In summary, much jazz fails to qualify as popular music by any of the above definitions of the term "popular." It warrants the label of "art music." But to be prepared for arguments, we must remember that some jazz is popular music according to some conceptions of "popular music," and some jazz is popular music according to all of the above conceptions.

  1. Jazz involves improvisation and swing feeling.

  2. Though most jazz groups use arrangements that are preset in some regard, a
     substantial portion of each performance is usually spontaneous.

  3. Swing feeling is achieved by spirited performances of many different kinds
     of music which employ steady tempo.

  4. Jazz swing feeling is like swing feeling in the general sense, but it also has an
     abundance of syncopated rhythms, swing eighth-notes, and a continuous rise and
     fall of tension.

  5. Some people use the term jazz very loosely, applying it to anything they ever heard
     called jazz or anything that reminds them of anything they think it is.

  6. For some people jazz is a feeling more than anything else, jazz swing feeling.

  7. Some people believe that improvisation is the central requirement of jazz.

  8. Most of what is called "jazz" contains improvisation and swing feeling.

  9. Some jazz is "popular music" because people use it as party music, film music, and
     dance music.

  10. Jazz is not particularly popular by comparison with most other kinds of music, as
     evidenced by its three-percent market share.

  11. For most people, jazz is a cultivated taste and not easily accessible.

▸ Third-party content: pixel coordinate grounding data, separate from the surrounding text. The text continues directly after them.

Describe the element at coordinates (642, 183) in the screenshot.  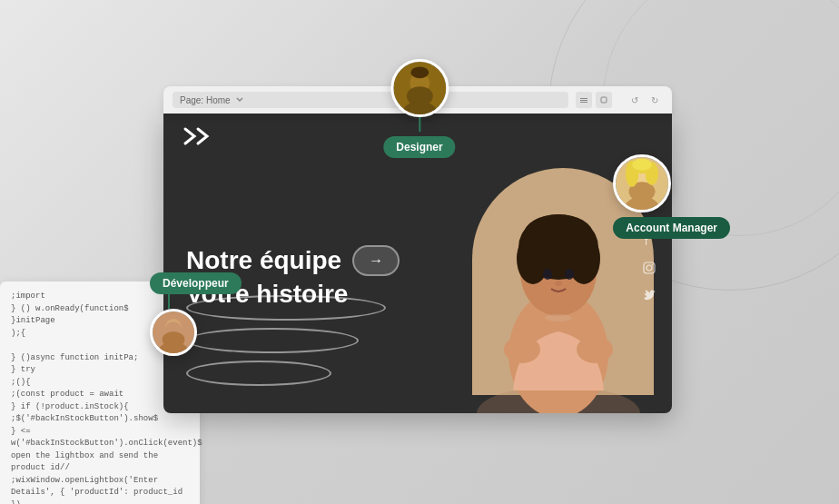
I see `account-face-svg` at that location.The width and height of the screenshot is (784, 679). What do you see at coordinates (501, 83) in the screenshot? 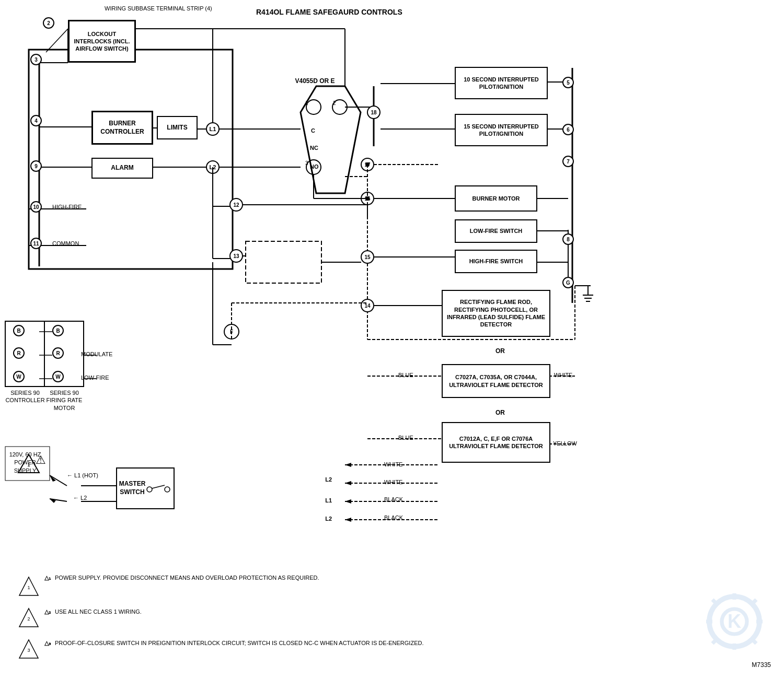
I see `10sec-box: 10 SECOND INTERRUPTED PILOT/IGNITION` at bounding box center [501, 83].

This makes it
     art music rather than popular music.

* For a lengthy examination of these issues, see Mark Gridley, Robert Maxham and Robert Hoff, "Three Approaches to Defining Jazz," Musical Quarterly, Vol. 73, No. 4 (1989): 513-531.

* For a more detailed documentation of these points, see Mark C. Gridley, "Is Jazz Popular Music?" The Instrumentalist, Vol. 41, No. 8 (March 1987): 19-22, 25-26, 85.